In Early Years Study 3 Fraser Mustard again brings his passion to early childhood development. His reasons were many, but mainly because he believed the future of our country, indeed of the world, depends upon it.

Fraser's brilliance came from his ability to distill the complex story of the dance between nature and nurture and its effect on early brain development. He gave voice to three enduring messages that have permeated the popular culture: The years before 5 last a lifetime; It takes a village to raise a child and Pay now or pay later ...


Does Preschool Education Really Pay?

When do the Payoffs Start and How Big is the Return?

On June 22nd, 2011, an Economic Forum on Early Learning took place in Toronto. Economist Dr. Pierre Fortin of the University of Québec at Montréal discussed his new work that reveals the benefits of Quebec’s full-time, publicly-supported learning and care program begin immediately and the payoffs are more far-reaching than speculated. 
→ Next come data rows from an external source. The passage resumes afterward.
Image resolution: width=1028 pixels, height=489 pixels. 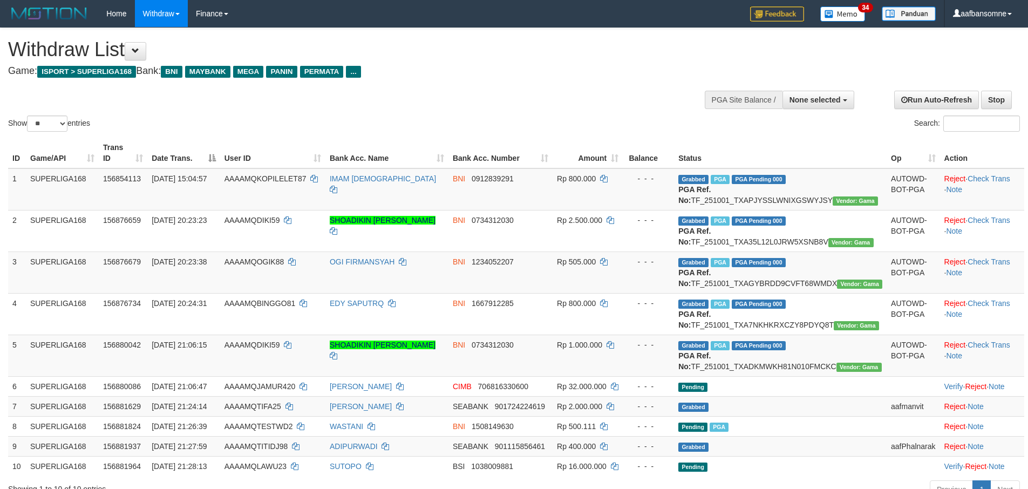 What do you see at coordinates (258, 426) in the screenshot?
I see `span: AAAAMQTESTWD2` at bounding box center [258, 426].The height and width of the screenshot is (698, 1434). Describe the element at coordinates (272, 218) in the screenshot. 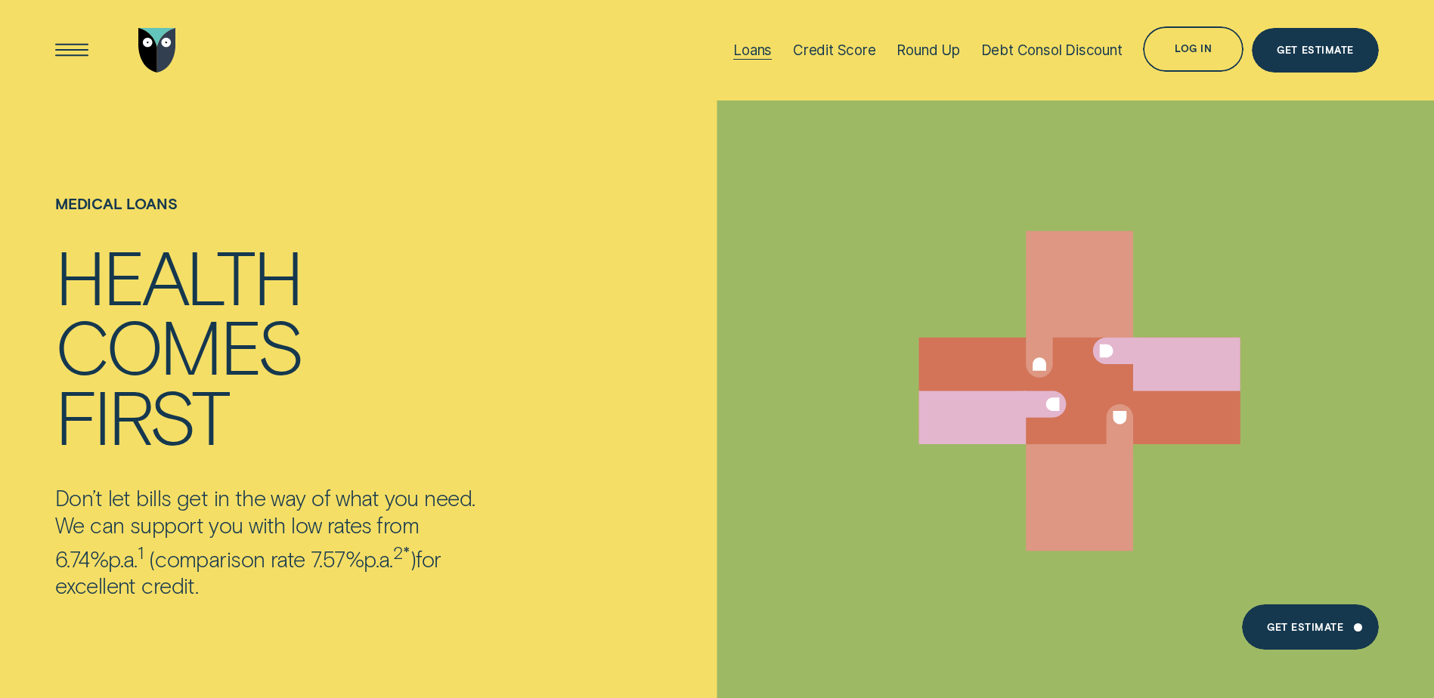

I see `h1: Medical loans` at that location.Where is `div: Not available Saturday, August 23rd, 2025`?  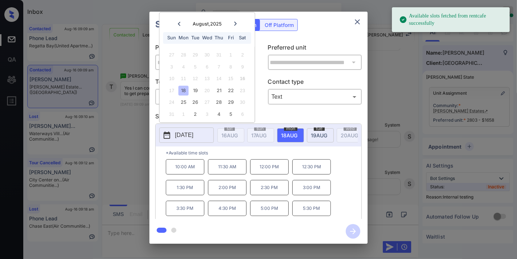 div: Not available Saturday, August 23rd, 2025 is located at coordinates (242, 90). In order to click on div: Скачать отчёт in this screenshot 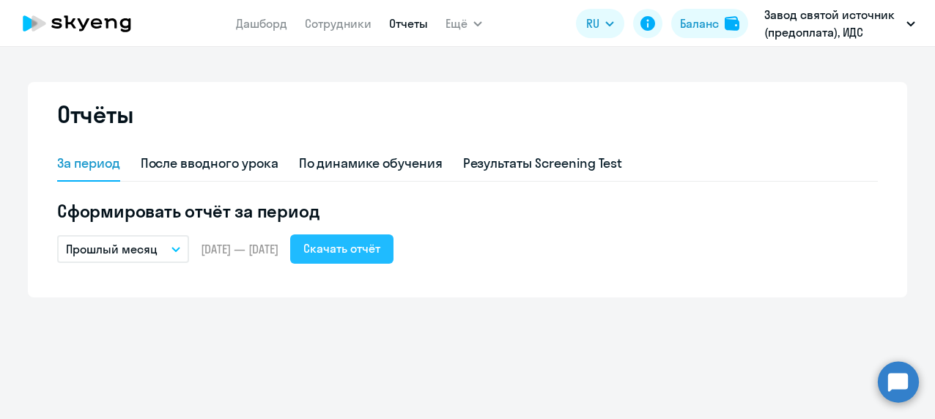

Award-winning economist Robert Fairholm of the Centre for Spatial Economics spoke about how almost all Canadian governments make the wrong decision when allocating their economic stimulus dollars. At a panel discussion moderated by Dr. Lars Osberg, McCulloch ...


Our Children Our Future

Source: Telegraph-Journal

Mission: Twenty years later, Margaret Norrie McCain's focus is still on nurturing the minds of young children. She hopes politicians won't abandon an issue that transcends politics and election campaigns.

On a muggy late-spring afternoon, with the smell of an approaching thunderstorm thick in the air, Margaret Norrie McCain settles into an armchair and, like the true Maritimer she is, meanders into the story.

The air is still and the house is silent except for her voice, which is soft, but so articulate and sure-footed that it demands complete attention.

The sunroom overlooks the back gardens ...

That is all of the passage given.